Not only do institutions like The Academy tend to dismiss art catered more towards women, but even some feminists in the film industry have voiced their concerns with this gendering of cinema. Natalie Portman has called the emphasis on the female gaze ‘reductive’ because ‘female directors should have the same opportunities as their male counterparts…but the experience of working with a director has to do with the individual and it doesn’t relate to gender’. 

There is some truth to be found in this. Ultimately and hypothetically, the gender of the filmmaker should not dictate the work they produce. However, the age of cinema we are in currently is one where Greta Gerwig is one of the most highly sought after creatives. The incredible box office performance of Barbie is indicative of that famous Reese Witherspoon meme ‘women’s stories matter’. Who better to tell women’s stories than women?

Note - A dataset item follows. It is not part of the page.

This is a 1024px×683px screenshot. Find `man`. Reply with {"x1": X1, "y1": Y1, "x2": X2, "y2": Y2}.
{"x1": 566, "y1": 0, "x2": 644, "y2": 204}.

And not just straight white women like Gerwig, we also have the voices of Chloé Zhao, Issa Rae, Quinta Brunson and Céline Sciamma, just to name a few, to provide the nuanced, multifaceted experiences of women of all backgrounds.


Sciamma’s Portrait of a Lady on Fire is revolutionary in its depiction of the female gaze in a lesbian romance story that puts the attempts made by male filmmakers to shame. Abdellatif Kechiche’s Blue is the Warmest Colour claims to want to show female pleasure but in reality, the frequent and long pornographic sex scenes feel more like what film scholar Sophie Mayer calls ‘male fantasies of lesbianism’ instead. Similarly, Park Chan-Wook seems to directly address the issue of the male gaze in his adaptation of The Handmaiden but he, too, falls prey to his heterosexual male desires by his, again, borderline pornographic depictions of lesbian sex.

These male directors are well renowned for their artistic works. There is a lot of merit to be found within their films but, by directly comparing their representation of lesbianism to Sciamma’s (Sciamma being a queer woman herself), there is no doubt which one is more authentic and concerned with the truthful depiction of lesbian love without fetishising it. The balance is difficult to find – since we have all been exposed to the male gaze from birth, it’s not easy to deconstruct what is authentic to how we, as women, see things and what we have been conditioned to see and feel by men. 


It seems the times they are a-changing. The acclaim that female filmmakers have been receiving lately (as well as their box-office success) is the best way of making clear to the film industry how the female gaze is a perspective worth showing. Women are, after all, half of the population. Why not give them a voice on our screens? Particularly if this allows men (and women) to recognise the inherent prejudices that have been ingrained in them, partly, through the prominence of the male gaze in cinema. 

I’ll end this article by quoting Carol Ann Duffy’s poem Eurydice, ‘Rest assured that I’d rather speak for myself […] In fact, girls, I’d rather be dead’.